UPDATED: Billionaires back Kite Pharma in $20M raise for cancer immunotherapies

Kite Pharma has more financial firepower to advance targeted immunotherapies that train the immune system to blast cancer cells. The Los Angeles-based biotech startup has locked in $20 million in a private placement with its new investor Alta Partners and previous backers. By converting $15 million in previous promissory notes to stock, the company has increased the first-round financing to $35 million.

The company revealed the first $15 million in 2011, and Alta has joined a syndicate that includes financier Michael Milken, Kite founder and Chairman Arie Belldegrun, TPG Group co-founder David Bonderman, Pontifax, and Commercial Street Capital. Farah Champsi of Alta Partners and Ran Nussbaum of Pontifax have joined Kite's board in connection with the financing.

Kite is focused on engineered autologous T cell therapies (eACT), which are intended to spur the immune system to attack cancer cells. It's working on the technology under a cooperative research agreement with the National Cancer Institute's surgery branch, aiming to advance a host of targeted and personalized treatments for a variety of cancers. Through the NCI agreement, investigators have already begun to test therapies from Kite in Phase I to gain proof-of-concept data, CEO Aya Jakobovits told FierceBiotech.

"We will be using the resources to advance multicenter trials for hematological and solid tumors," Jakobovits said. The company hopes to begin Phase II studies next year, she said, declining to specify which types of cancer would be targeted.

Multiple companies have begun to explore development of engineered immune cells for treating cancer after investigators at the University of Pennsylvania and elsewhere made progress with the experimental therapies in small studies with human subjects over the past couple years. Novartis ($NVS) has formed an alliance with the UPenn investigators and Celgene ($CELG) has allied with bluebird bio and cancer experts from Baylor College of Medicine.

"Kite's eACT technology has the potential to provide cancer patients with a treatment that offers a significant and durable impact on their disease," Champsi said in a release. "The product pipeline directed to different tumor types, combined with the company's experienced management team, positions Kite to become a leader in this breakthrough therapeutic modality. I am excited to work again with Drs. Belldegrun and Jakobovits to realize the potential of this product platform."

- here's the release

Editor's note: This story has been updated with a quote from Kite Pharma's CEO and background on research of cancer immunotherapies.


• Work to complete:
Return all lines of the data in which the string "report" occurs.

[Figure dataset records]
Start of Block

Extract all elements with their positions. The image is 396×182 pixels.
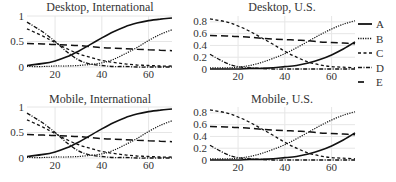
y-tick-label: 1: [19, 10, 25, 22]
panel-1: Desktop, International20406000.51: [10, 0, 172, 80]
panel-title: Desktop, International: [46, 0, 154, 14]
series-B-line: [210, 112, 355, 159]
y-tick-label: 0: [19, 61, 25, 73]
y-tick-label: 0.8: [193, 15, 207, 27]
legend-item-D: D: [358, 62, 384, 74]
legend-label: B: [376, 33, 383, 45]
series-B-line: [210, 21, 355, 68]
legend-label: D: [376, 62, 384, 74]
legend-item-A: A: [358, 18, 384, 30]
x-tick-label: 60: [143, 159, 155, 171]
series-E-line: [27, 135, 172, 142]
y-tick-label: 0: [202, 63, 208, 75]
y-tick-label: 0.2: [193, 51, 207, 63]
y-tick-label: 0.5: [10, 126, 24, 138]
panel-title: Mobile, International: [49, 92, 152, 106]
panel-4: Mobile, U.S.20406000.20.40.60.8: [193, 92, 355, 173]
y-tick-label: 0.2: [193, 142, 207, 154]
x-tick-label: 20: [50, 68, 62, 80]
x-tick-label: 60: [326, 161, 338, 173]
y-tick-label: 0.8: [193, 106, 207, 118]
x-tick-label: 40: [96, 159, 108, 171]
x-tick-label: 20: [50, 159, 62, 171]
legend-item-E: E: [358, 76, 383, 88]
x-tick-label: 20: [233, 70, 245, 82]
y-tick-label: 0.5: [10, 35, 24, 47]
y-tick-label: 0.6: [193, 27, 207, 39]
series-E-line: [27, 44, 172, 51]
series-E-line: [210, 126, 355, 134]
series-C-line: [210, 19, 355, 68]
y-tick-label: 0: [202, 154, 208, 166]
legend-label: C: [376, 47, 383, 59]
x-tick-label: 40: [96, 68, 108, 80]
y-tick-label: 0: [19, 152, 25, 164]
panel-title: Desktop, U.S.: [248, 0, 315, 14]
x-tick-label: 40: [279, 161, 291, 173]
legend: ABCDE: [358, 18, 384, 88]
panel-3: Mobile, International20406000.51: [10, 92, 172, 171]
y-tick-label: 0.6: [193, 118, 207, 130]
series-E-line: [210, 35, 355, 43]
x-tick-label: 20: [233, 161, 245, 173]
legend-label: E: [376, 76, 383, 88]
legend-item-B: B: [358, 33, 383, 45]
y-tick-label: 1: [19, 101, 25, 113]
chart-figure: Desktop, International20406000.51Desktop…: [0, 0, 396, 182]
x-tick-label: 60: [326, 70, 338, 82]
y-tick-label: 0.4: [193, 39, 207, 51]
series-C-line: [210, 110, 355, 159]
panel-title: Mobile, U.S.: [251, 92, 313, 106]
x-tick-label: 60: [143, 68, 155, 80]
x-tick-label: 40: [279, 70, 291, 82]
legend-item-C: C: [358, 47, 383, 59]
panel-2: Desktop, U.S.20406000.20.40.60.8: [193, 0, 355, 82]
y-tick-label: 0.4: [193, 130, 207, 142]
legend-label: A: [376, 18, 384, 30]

End of Block
Start of Block

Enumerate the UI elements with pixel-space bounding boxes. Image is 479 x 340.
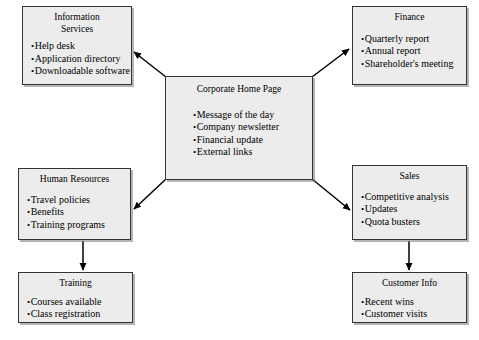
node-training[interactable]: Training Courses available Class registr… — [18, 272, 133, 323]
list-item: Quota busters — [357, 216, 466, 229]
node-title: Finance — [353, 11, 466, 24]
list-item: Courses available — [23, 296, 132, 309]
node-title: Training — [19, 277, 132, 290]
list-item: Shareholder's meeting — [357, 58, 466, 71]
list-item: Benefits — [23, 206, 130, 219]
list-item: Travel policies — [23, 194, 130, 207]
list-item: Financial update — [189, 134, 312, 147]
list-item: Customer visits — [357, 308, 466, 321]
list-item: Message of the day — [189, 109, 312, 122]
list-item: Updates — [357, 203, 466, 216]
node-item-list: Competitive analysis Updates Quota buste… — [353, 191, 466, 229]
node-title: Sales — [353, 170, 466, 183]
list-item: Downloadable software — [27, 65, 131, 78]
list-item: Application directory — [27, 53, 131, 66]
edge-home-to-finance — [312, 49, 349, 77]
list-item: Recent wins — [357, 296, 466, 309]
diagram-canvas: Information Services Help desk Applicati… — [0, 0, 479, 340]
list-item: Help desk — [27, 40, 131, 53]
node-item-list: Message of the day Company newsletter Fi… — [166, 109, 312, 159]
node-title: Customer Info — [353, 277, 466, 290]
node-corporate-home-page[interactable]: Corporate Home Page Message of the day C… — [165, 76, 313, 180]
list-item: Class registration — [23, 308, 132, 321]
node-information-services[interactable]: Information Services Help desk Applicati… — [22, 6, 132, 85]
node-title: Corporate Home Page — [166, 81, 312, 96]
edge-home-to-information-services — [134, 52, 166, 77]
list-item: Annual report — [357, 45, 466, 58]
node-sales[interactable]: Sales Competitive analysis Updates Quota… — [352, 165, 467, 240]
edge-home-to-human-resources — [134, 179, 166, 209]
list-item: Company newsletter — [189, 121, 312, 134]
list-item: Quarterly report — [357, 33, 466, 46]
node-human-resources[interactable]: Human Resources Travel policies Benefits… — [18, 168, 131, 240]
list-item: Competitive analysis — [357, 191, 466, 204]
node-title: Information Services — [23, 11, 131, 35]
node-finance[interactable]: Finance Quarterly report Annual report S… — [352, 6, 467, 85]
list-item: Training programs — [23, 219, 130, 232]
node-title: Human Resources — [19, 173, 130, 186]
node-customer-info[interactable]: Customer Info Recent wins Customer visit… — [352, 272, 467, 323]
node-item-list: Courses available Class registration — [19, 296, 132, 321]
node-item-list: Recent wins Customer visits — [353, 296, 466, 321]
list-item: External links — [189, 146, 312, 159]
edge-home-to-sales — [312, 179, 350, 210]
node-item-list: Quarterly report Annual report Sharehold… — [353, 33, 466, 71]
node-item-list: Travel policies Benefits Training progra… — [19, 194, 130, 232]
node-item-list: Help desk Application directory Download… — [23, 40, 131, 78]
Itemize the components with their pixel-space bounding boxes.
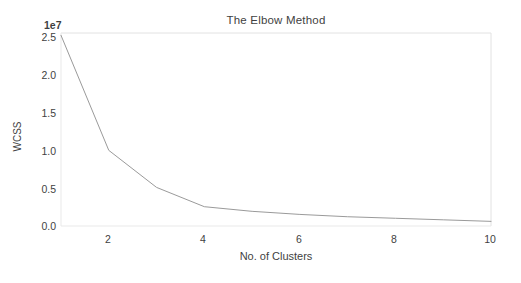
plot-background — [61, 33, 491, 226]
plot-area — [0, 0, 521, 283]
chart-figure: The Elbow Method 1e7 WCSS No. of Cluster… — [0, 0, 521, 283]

End of Block
Start of Block

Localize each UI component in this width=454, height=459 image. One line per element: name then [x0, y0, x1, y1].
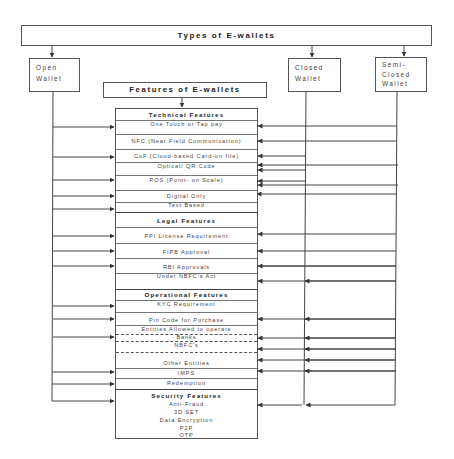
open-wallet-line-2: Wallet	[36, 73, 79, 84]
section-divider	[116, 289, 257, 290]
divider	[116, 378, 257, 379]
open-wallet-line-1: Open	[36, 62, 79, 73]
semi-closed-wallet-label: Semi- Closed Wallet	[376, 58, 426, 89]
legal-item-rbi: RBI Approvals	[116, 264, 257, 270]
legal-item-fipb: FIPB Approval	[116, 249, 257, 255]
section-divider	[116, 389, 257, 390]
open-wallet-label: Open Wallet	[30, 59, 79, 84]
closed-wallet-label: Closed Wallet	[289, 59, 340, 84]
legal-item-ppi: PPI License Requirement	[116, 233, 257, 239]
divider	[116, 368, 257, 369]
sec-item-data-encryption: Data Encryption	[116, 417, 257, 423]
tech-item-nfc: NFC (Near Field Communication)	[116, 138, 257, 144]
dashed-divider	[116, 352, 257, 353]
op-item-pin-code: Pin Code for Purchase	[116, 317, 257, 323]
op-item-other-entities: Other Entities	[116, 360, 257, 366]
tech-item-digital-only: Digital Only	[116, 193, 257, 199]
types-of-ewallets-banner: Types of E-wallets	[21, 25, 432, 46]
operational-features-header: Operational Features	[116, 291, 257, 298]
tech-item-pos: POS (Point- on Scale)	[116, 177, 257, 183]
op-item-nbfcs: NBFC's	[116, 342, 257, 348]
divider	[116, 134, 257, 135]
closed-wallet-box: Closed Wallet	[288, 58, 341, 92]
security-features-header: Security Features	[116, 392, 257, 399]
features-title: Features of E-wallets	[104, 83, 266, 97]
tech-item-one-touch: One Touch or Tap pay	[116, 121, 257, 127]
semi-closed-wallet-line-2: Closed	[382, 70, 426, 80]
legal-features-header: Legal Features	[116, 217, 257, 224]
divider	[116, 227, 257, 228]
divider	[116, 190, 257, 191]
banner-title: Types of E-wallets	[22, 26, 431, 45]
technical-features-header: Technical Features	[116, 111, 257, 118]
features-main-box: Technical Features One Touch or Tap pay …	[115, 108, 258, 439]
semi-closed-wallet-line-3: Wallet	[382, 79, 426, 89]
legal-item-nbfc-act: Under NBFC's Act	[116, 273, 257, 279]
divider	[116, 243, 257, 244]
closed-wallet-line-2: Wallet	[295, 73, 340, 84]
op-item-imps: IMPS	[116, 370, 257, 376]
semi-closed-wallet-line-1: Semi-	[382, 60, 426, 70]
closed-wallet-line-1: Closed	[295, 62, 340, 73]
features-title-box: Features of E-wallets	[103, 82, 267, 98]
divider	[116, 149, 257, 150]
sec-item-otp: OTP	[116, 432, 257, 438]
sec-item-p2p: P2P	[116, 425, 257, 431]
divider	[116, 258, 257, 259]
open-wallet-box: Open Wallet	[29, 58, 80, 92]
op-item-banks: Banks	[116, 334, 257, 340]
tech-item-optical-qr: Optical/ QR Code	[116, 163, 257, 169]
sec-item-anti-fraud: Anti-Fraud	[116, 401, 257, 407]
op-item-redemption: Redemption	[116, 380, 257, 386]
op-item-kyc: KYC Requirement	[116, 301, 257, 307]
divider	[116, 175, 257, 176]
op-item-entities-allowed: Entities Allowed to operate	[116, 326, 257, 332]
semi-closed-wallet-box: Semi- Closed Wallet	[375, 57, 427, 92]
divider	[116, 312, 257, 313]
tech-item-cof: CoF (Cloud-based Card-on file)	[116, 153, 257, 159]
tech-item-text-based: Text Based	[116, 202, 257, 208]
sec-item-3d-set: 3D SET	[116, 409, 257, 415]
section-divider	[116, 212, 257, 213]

End of Block

• Exercise result:
list-item: Annual report — [357, 45, 466, 58]
list-item: Quarterly report — [357, 33, 466, 46]
node-finance[interactable]: Finance Quarterly report Annual report S… — [352, 6, 467, 85]
node-item-list: Quarterly report Annual report Sharehold… — [353, 33, 466, 71]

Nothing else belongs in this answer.